JFK News
Fun bar Jack Ruby's Saloon debuts in downtown Dallas near Dealey Plaza
There's a new restaurant-bar in downtown Dallas' West End with a dead-on name, given the location: Called Jack Ruby's Saloon, it's at 1710 N. Record St. #110 — mere blocks from The Sixth Floor Museum and Dealey Plaza, making for a convenient pit-stop on any JFK-themed tour.
Jack Ruby's has been in the works since before the pandemic, and is currently in what owner Joe Groves amusingly calls a "delicate" opening stage (softer than "soft"). He's prepping for a grand event on New Year's Eve, and thereafter it'll be open for lunch and dinner, with live entertainment — primarily country music — every night.
Its creation was inspired by customer requests that Groves and his staff would field at Ellen's, the all-day restaurant he opened in the West End in 2012.
"One of the most common questions we receive, especially from customers who are not familiar with the area, is, 'Where can we go and hear country music?'" Groves says. "We'd send people to Cowboys on Northwest Highway, but that's more of a dance/meat-market bar. There is a shortage of country & Western music venues in Dallas."
"I like country music," he says. "I used to live in Amarillo for a while where they had a lot of great establishments with a country-Western flair that were welcoming and diverse, and I realized, there is not a honky tonk bar to sit and have a nice whiskey and decent food and listen to a good country band."
His vision is Tootsie's, the famed honky-tonk bar in Nashville. "It's just a place where everyone is comfortable and people can listen to live music all day long," he says.
But Jack Ruby's will also host comedy one night per week, and an "amateur night" — not karaoke — backed by a house band.
The menu features what he calls "pub food": burgers, hot dogs, chicken wings — "what you'd get when you're having beers," he says.
There's also pimento cheese, Frito chili pie, loaded queso, a fried bologna sandwich, and JR's nachos.
Beyond the proximity to Dealey Plaza, the West End seemed like the right location, period-wise.
"The architecture and age of the buildings lends itself to that late 1800s-early 1900s era — it seems like a good place for a bar like this," he says. "That's been my approach, I gave it a weathered vibe, I wanted to make it feel like it was 100 years old."
He's also not passing up the opportunity for kitsch such as a T-shirt they sell that says "I took a shot at Jack Ruby's."
"The Sixth Floor museum is the most visited spot in Dallas, it remains of interest," he says. "I'm a history buff and I love the weirdness of Jack Ruby, and love that he owned a bar."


§ **What you have to do**
Only the text belongs in the copy: retype each record exactly as it appears.

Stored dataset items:
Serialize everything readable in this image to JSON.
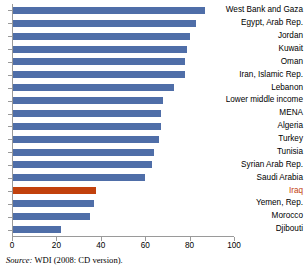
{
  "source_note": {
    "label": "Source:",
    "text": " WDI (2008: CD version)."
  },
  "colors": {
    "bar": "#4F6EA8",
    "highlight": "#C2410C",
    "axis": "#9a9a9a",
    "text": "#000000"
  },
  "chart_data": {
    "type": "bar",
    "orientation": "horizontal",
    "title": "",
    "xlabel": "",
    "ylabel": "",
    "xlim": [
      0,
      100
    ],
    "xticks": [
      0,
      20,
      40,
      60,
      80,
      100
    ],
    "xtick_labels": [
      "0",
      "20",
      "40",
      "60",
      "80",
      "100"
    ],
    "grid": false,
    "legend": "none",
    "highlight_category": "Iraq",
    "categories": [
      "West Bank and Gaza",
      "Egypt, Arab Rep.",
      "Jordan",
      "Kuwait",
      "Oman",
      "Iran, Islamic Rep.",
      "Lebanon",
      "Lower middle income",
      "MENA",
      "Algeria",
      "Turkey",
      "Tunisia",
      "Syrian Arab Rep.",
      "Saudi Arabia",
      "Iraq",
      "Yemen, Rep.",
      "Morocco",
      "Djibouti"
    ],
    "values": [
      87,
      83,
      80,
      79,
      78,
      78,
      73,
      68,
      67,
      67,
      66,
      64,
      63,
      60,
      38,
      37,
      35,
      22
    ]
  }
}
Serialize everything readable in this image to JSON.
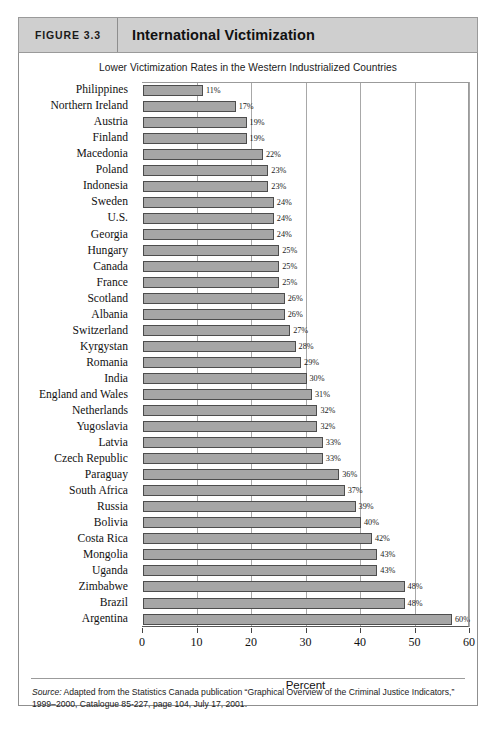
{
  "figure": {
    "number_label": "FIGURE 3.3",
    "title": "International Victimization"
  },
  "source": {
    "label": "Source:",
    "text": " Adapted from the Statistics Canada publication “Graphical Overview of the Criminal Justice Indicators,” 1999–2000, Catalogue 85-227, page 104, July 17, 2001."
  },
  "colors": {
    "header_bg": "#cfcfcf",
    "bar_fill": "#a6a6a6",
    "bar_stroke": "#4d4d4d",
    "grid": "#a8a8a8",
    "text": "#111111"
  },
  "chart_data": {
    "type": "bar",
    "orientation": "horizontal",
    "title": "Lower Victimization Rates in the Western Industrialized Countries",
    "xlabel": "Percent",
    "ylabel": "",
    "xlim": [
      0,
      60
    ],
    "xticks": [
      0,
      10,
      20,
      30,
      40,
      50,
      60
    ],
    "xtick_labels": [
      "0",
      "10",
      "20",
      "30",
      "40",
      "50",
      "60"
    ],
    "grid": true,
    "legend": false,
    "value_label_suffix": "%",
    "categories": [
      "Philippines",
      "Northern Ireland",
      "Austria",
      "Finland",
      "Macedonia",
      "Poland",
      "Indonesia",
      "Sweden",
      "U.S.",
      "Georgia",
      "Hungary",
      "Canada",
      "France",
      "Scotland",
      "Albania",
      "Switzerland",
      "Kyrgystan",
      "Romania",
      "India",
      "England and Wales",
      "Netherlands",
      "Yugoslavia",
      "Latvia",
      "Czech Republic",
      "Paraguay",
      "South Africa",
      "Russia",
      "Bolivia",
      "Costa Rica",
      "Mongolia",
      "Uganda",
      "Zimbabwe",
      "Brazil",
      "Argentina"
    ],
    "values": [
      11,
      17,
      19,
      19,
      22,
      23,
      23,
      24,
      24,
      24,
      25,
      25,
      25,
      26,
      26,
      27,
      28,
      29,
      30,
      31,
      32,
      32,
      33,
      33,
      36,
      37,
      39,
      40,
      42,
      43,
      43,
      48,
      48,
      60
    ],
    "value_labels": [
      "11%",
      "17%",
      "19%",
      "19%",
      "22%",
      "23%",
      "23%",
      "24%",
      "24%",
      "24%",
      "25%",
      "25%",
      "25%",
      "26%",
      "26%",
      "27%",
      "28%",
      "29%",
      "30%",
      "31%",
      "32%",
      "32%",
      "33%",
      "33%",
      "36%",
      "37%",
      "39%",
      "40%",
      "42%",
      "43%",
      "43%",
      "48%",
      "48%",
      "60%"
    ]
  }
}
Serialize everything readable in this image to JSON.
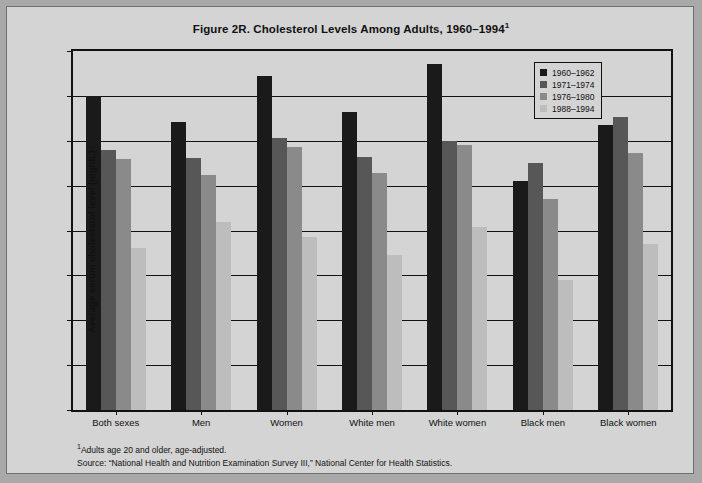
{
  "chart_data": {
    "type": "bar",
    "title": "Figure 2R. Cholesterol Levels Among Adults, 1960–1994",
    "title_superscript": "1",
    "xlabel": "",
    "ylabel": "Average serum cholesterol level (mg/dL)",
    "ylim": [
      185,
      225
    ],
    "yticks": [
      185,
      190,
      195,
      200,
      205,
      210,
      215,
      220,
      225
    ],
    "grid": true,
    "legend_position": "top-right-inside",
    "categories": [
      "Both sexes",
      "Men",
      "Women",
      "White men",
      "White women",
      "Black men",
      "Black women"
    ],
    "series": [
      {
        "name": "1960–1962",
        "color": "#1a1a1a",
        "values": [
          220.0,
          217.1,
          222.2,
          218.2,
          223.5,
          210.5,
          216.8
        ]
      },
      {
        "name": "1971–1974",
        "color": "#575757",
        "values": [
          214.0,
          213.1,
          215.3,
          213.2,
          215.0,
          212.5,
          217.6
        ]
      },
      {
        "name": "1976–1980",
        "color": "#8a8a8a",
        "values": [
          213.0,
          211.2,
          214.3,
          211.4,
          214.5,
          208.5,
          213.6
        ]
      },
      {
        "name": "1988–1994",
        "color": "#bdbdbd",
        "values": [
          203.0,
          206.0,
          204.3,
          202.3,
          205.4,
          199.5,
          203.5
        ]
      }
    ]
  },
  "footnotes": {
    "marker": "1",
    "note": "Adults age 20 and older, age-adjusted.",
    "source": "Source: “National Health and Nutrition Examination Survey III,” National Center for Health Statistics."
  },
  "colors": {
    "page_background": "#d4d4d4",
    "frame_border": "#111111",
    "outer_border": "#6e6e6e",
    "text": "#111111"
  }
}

§ **Exercise result**
Serialize everything readable in this image to JSON.
{
  "source_note": {
    "label": "Source:",
    "text": " WDI (2008: CD version)."
  },
  "colors": {
    "bar": "#4F6EA8",
    "highlight": "#C2410C",
    "axis": "#9a9a9a",
    "text": "#000000"
  },
  "chart_data": {
    "type": "bar",
    "orientation": "horizontal",
    "title": "",
    "xlabel": "",
    "ylabel": "",
    "xlim": [
      0,
      100
    ],
    "xticks": [
      0,
      20,
      40,
      60,
      80,
      100
    ],
    "xtick_labels": [
      "0",
      "20",
      "40",
      "60",
      "80",
      "100"
    ],
    "grid": false,
    "legend": "none",
    "highlight_category": "Iraq",
    "categories": [
      "West Bank and Gaza",
      "Egypt, Arab Rep.",
      "Jordan",
      "Kuwait",
      "Oman",
      "Iran, Islamic Rep.",
      "Lebanon",
      "Lower middle income",
      "MENA",
      "Algeria",
      "Turkey",
      "Tunisia",
      "Syrian Arab Rep.",
      "Saudi Arabia",
      "Iraq",
      "Yemen, Rep.",
      "Morocco",
      "Djibouti"
    ],
    "values": [
      87,
      83,
      80,
      79,
      78,
      78,
      73,
      68,
      67,
      67,
      66,
      64,
      63,
      60,
      38,
      37,
      35,
      22
    ]
  }
}
Serialize everything readable in this image to JSON.
{
  "figure": {
    "number_label": "FIGURE 3.3",
    "title": "International Victimization"
  },
  "source": {
    "label": "Source:",
    "text": " Adapted from the Statistics Canada publication “Graphical Overview of the Criminal Justice Indicators,” 1999–2000, Catalogue 85-227, page 104, July 17, 2001."
  },
  "colors": {
    "header_bg": "#cfcfcf",
    "bar_fill": "#a6a6a6",
    "bar_stroke": "#4d4d4d",
    "grid": "#a8a8a8",
    "text": "#111111"
  },
  "chart_data": {
    "type": "bar",
    "orientation": "horizontal",
    "title": "Lower Victimization Rates in the Western Industrialized Countries",
    "xlabel": "Percent",
    "ylabel": "",
    "xlim": [
      0,
      60
    ],
    "xticks": [
      0,
      10,
      20,
      30,
      40,
      50,
      60
    ],
    "xtick_labels": [
      "0",
      "10",
      "20",
      "30",
      "40",
      "50",
      "60"
    ],
    "grid": true,
    "legend": false,
    "value_label_suffix": "%",
    "categories": [
      "Philippines",
      "Northern Ireland",
      "Austria",
      "Finland",
      "Macedonia",
      "Poland",
      "Indonesia",
      "Sweden",
      "U.S.",
      "Georgia",
      "Hungary",
      "Canada",
      "France",
      "Scotland",
      "Albania",
      "Switzerland",
      "Kyrgystan",
      "Romania",
      "India",
      "England and Wales",
      "Netherlands",
      "Yugoslavia",
      "Latvia",
      "Czech Republic",
      "Paraguay",
      "South Africa",
      "Russia",
      "Bolivia",
      "Costa Rica",
      "Mongolia",
      "Uganda",
      "Zimbabwe",
      "Brazil",
      "Argentina"
    ],
    "values": [
      11,
      17,
      19,
      19,
      22,
      23,
      23,
      24,
      24,
      24,
      25,
      25,
      25,
      26,
      26,
      27,
      28,
      29,
      30,
      31,
      32,
      32,
      33,
      33,
      36,
      37,
      39,
      40,
      42,
      43,
      43,
      48,
      48,
      60
    ],
    "value_labels": [
      "11%",
      "17%",
      "19%",
      "19%",
      "22%",
      "23%",
      "23%",
      "24%",
      "24%",
      "24%",
      "25%",
      "25%",
      "25%",
      "26%",
      "26%",
      "27%",
      "28%",
      "29%",
      "30%",
      "31%",
      "32%",
      "32%",
      "33%",
      "33%",
      "36%",
      "37%",
      "39%",
      "40%",
      "42%",
      "43%",
      "43%",
      "48%",
      "48%",
      "60%"
    ]
  }
}
Serialize everything readable in this image to JSON.
{
  "chart_data": {
    "type": "bar",
    "title": "Figure 2R. Cholesterol Levels Among Adults, 1960–1994",
    "title_superscript": "1",
    "xlabel": "",
    "ylabel": "Average serum cholesterol level (mg/dL)",
    "ylim": [
      185,
      225
    ],
    "yticks": [
      185,
      190,
      195,
      200,
      205,
      210,
      215,
      220,
      225
    ],
    "grid": true,
    "legend_position": "top-right-inside",
    "categories": [
      "Both sexes",
      "Men",
      "Women",
      "White men",
      "White women",
      "Black men",
      "Black women"
    ],
    "series": [
      {
        "name": "1960–1962",
        "color": "#1a1a1a",
        "values": [
          220.0,
          217.1,
          222.2,
          218.2,
          223.5,
          210.5,
          216.8
        ]
      },
      {
        "name": "1971–1974",
        "color": "#575757",
        "values": [
          214.0,
          213.1,
          215.3,
          213.2,
          215.0,
          212.5,
          217.6
        ]
      },
      {
        "name": "1976–1980",
        "color": "#8a8a8a",
        "values": [
          213.0,
          211.2,
          214.3,
          211.4,
          214.5,
          208.5,
          213.6
        ]
      },
      {
        "name": "1988–1994",
        "color": "#bdbdbd",
        "values": [
          203.0,
          206.0,
          204.3,
          202.3,
          205.4,
          199.5,
          203.5
        ]
      }
    ]
  },
  "footnotes": {
    "marker": "1",
    "note": "Adults age 20 and older, age-adjusted.",
    "source": "Source: “National Health and Nutrition Examination Survey III,” National Center for Health Statistics."
  },
  "colors": {
    "page_background": "#d4d4d4",
    "frame_border": "#111111",
    "outer_border": "#6e6e6e",
    "text": "#111111"
  }
}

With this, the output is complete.